Enderby Island
The Enderby Island rabbit is a New Zealand heritage landrace descended from rabbits long isolated on Enderby Island in the Auckland Islands group. It is most often described as a conservation population rather than a conventional show breed, with a compact body and the silver-gray or slate-toned coat that made the rabbits visually distinct. Its value comes from isolation history, adaptation, and genetic stewardship, not from a wide modern color range.

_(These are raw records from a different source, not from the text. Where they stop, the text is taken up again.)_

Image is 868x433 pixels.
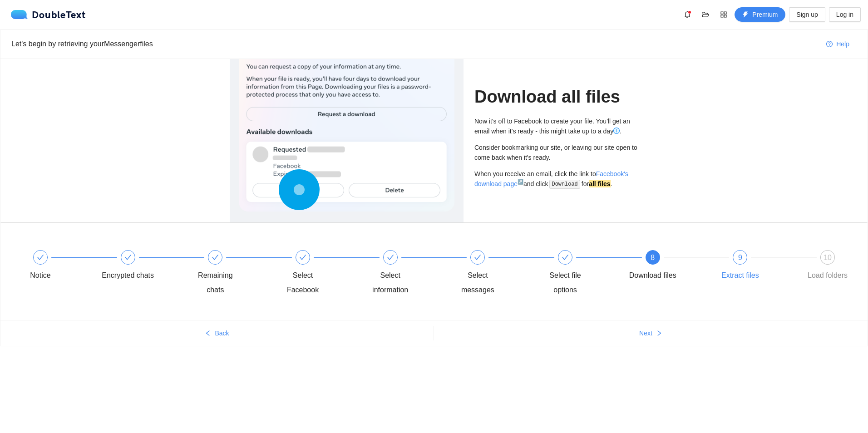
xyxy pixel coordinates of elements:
div: Select Facebook [276,250,364,297]
div: DoubleText [11,10,86,19]
div: Encrypted chats [102,268,154,282]
img: logo [11,10,32,19]
span: Log in [836,10,853,19]
div: 9Extract files [713,250,801,282]
button: bell [680,7,695,22]
div: Let's begin by retrieving your Messenger files [11,38,819,50]
div: Download files [629,268,676,282]
span: 8 [651,254,655,261]
code: Download [549,180,580,189]
span: right [656,330,662,337]
span: question-circle [826,41,833,48]
button: leftBack [1,326,433,340]
div: Now it's off to Facebook to create your file. You'll get an email when it's ready - this might ta... [474,116,638,136]
span: thunderbolt [742,11,748,19]
div: Remaining chats [189,250,276,297]
div: 8Download files [626,250,714,282]
a: logoDoubleText [11,10,86,19]
div: Select file options [539,250,626,297]
span: Next [639,328,652,338]
div: 10Load folders [801,250,854,282]
span: check [37,254,44,261]
div: Select messages [451,268,504,297]
div: Select Facebook [276,268,329,297]
span: Back [215,328,229,338]
button: thunderboltPremium [734,7,785,22]
button: Sign up [789,7,825,22]
span: check [387,254,394,261]
div: Encrypted chats [102,250,189,282]
span: appstore [717,11,730,18]
span: 10 [823,254,831,261]
span: check [124,254,132,261]
span: 9 [738,254,742,261]
sup: ↗ [518,179,523,184]
span: Help [836,39,849,49]
span: bell [680,11,694,18]
div: Notice [30,268,50,282]
a: Facebook's download page↗ [474,170,628,187]
span: check [212,254,219,261]
span: check [299,254,306,261]
div: Notice [14,250,102,282]
span: check [562,254,568,261]
span: left [205,330,211,337]
h1: Download all files [474,86,638,107]
strong: all files [588,180,610,187]
div: Extract files [721,268,759,282]
button: Log in [829,7,861,22]
span: info-circle [613,127,620,134]
button: appstore [716,7,730,22]
div: Select file options [539,268,591,297]
span: Sign up [796,10,817,19]
div: Select information [364,268,417,297]
span: check [474,254,481,261]
button: question-circleHelp [819,37,857,51]
div: Consider bookmarking our site, or leaving our site open to come back when it's ready. [474,143,638,163]
span: Premium [752,10,777,19]
button: Nextright [434,326,867,340]
div: Remaining chats [189,268,241,297]
div: Select messages [451,250,539,297]
div: Select information [364,250,451,297]
button: folder-open [698,7,713,22]
div: Load folders [808,268,847,282]
span: folder-open [699,11,712,18]
div: When you receive an email, click the link to and click for . [474,169,638,189]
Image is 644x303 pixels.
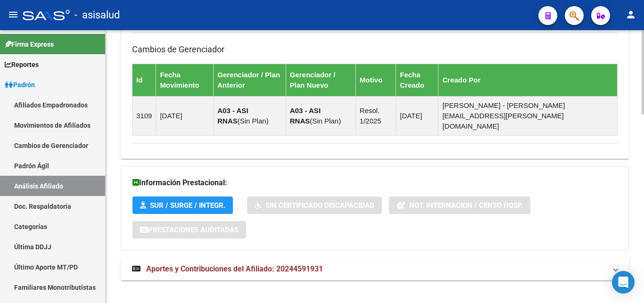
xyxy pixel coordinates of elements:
span: Sin Plan [312,117,338,125]
th: Gerenciador / Plan Nuevo [286,64,355,96]
th: Gerenciador / Plan Anterior [213,64,286,96]
span: SUR / SURGE / INTEGR. [150,201,225,210]
h3: Cambios de Gerenciador [132,43,618,56]
strong: A03 - ASI RNAS [290,106,321,125]
span: Padrón [5,80,35,90]
span: - asisalud [74,5,120,25]
div: Open Intercom Messenger [612,271,634,294]
strong: A03 - ASI RNAS [217,106,248,125]
td: Resol. 1/2025 [355,96,396,136]
button: Sin Certificado Discapacidad [247,197,382,214]
th: Creado Por [438,64,618,96]
span: Reportes [5,59,39,70]
span: Sin Plan [240,117,266,125]
button: Prestaciones Auditadas [132,221,246,239]
button: Not. Internacion / Censo Hosp. [389,197,530,214]
mat-icon: person [625,9,636,21]
th: Id [132,64,156,96]
td: [PERSON_NAME] - [PERSON_NAME][EMAIL_ADDRESS][PERSON_NAME][DOMAIN_NAME] [438,96,618,136]
button: SUR / SURGE / INTEGR. [132,197,233,214]
td: ( ) [213,96,286,136]
span: Aportes y Contribuciones del Afiliado: 20244591931 [146,265,323,273]
td: [DATE] [396,96,438,136]
td: ( ) [286,96,355,136]
th: Motivo [355,64,396,96]
span: Prestaciones Auditadas [148,226,239,234]
th: Fecha Movimiento [156,64,213,96]
span: Firma Express [5,39,54,50]
td: [DATE] [156,96,213,136]
h3: Información Prestacional: [132,177,617,190]
span: Sin Certificado Discapacidad [266,201,374,210]
td: 3109 [132,96,156,136]
span: Not. Internacion / Censo Hosp. [409,201,523,210]
mat-icon: menu [8,9,19,21]
mat-expansion-panel-header: Aportes y Contribuciones del Afiliado: 20244591931 [121,258,629,280]
th: Fecha Creado [396,64,438,96]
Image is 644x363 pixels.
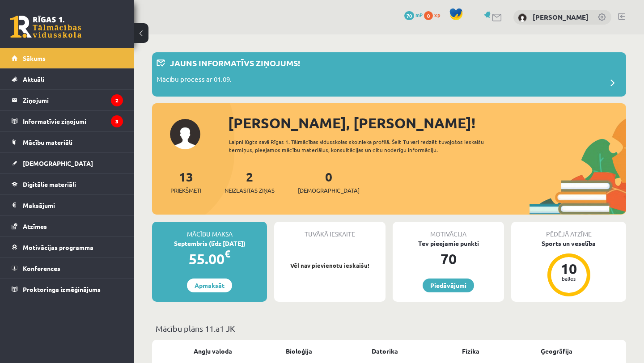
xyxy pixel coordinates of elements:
div: balles [555,276,582,281]
a: 13Priekšmeti [171,169,201,195]
a: Digitālie materiāli [12,174,123,194]
div: Tev pieejamie punkti [393,239,504,248]
a: Apmaksāt [187,278,232,292]
a: Angļu valoda [194,346,232,356]
img: Gabriela Annija Andersone [518,13,527,22]
a: Maksājumi [12,195,123,215]
a: 70 mP [404,11,423,18]
a: Sākums [12,48,123,69]
div: Motivācija [393,222,504,239]
a: Konferences [12,258,123,278]
span: Digitālie materiāli [23,180,76,188]
legend: Maksājumi [23,195,123,215]
span: Konferences [23,264,60,272]
a: Atzīmes [12,216,123,237]
span: Proktoringa izmēģinājums [23,285,101,293]
a: 2Neizlasītās ziņas [224,169,275,195]
span: Atzīmes [23,222,47,230]
a: [PERSON_NAME] [532,12,588,21]
a: Datorika [372,346,398,356]
div: Pēdējā atzīme [511,222,626,239]
a: Rīgas 1. Tālmācības vidusskola [10,16,82,38]
p: Mācību process ar 01.09. [156,74,232,86]
div: Tuvākā ieskaite [274,222,385,239]
div: 70 [393,248,504,270]
span: Priekšmeti [171,186,201,195]
span: Mācību materiāli [23,138,72,146]
a: Aktuāli [12,69,123,90]
a: Sports un veselība 10 balles [511,239,626,298]
span: [DEMOGRAPHIC_DATA] [23,159,93,167]
span: 70 [404,11,414,20]
a: Ģeogrāfija [540,346,572,356]
span: € [224,247,230,260]
p: Vēl nav pievienotu ieskaišu! [278,261,381,270]
a: Proktoringa izmēģinājums [12,279,123,299]
legend: Informatīvie ziņojumi [23,111,123,131]
i: 3 [111,115,123,128]
a: Motivācijas programma [12,237,123,258]
div: 55.00 [152,248,267,270]
div: [PERSON_NAME], [PERSON_NAME]! [228,112,626,134]
span: Aktuāli [23,75,44,83]
span: Neizlasītās ziņas [224,186,275,195]
span: [DEMOGRAPHIC_DATA] [298,186,359,195]
div: Septembris (līdz [DATE]) [152,239,267,248]
a: Ziņojumi2 [12,90,123,110]
a: Mācību materiāli [12,132,123,153]
p: Jauns informatīvs ziņojums! [170,57,300,69]
a: 0[DEMOGRAPHIC_DATA] [298,169,359,195]
span: Sākums [23,54,45,62]
div: Sports un veselība [511,239,626,248]
legend: Ziņojumi [23,90,123,110]
span: mP [415,11,423,18]
div: 10 [555,261,582,276]
i: 2 [111,94,123,107]
a: [DEMOGRAPHIC_DATA] [12,153,123,174]
span: xp [434,11,440,18]
a: Informatīvie ziņojumi3 [12,111,123,131]
a: Fizika [462,346,480,356]
p: Mācību plāns 11.a1 JK [156,323,623,334]
div: Laipni lūgts savā Rīgas 1. Tālmācības vidusskolas skolnieka profilā. Šeit Tu vari redzēt tuvojošo... [229,138,513,154]
span: 0 [424,11,433,20]
a: Jauns informatīvs ziņojums! Mācību process ar 01.09. [156,57,621,92]
div: Mācību maksa [152,222,267,239]
span: Motivācijas programma [23,243,93,251]
a: Bioloģija [286,346,312,356]
a: 0 xp [424,11,445,18]
a: Piedāvājumi [423,278,474,292]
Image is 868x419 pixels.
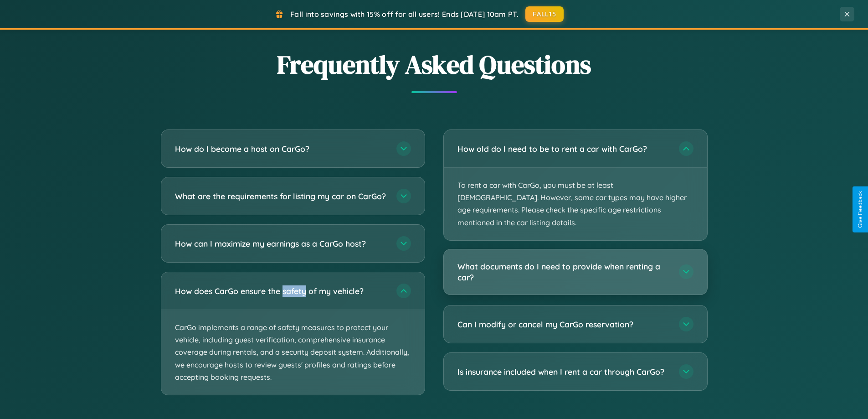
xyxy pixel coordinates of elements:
span: Fall into savings with 15% off for all users! Ends [DATE] 10am PT. [291,9,518,19]
h3: How old do I need to be to rent a car with CarGo? [457,143,670,154]
p: To rent a car with CarGo, you must be at least [DEMOGRAPHIC_DATA]. However, some car types may ha... [443,168,707,240]
h3: How does CarGo ensure the safety of my vehicle? [175,286,387,297]
h3: Can I modify or cancel my CarGo reservation? [457,318,670,330]
h3: How can I maximize my earnings as a CarGo host? [175,238,387,249]
p: CarGo implements a range of safety measures to protect your vehicle, including guest verification... [161,310,425,395]
button: FALL15 [525,7,564,22]
div: Give Feedback [857,191,864,228]
h2: Frequently Asked Questions [161,47,708,82]
h3: What are the requirements for listing my car on CarGo? [175,191,387,202]
h3: How do I become a host on CarGo? [175,143,387,154]
h3: What documents do I need to provide when renting a car? [457,261,670,283]
h3: Is insurance included when I rent a car through CarGo? [457,366,670,377]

Keepers who work with Enderby Island rabbits usually approach them as a rare domestic landrace needing careful recordkeeping and controlled breeding. Housing should be secure and quiet, with clean shelter and thoughtful heat management, since small conservation populations leave little room for careless losses. Selection should preserve the characteristic type and color while avoiding close breeding when alternatives exist. Buyers and sanctuaries should ask whether animals come from a documented conservation line, because the name carries stewardship responsibilities beyond ordinary pet-rabbit ownership.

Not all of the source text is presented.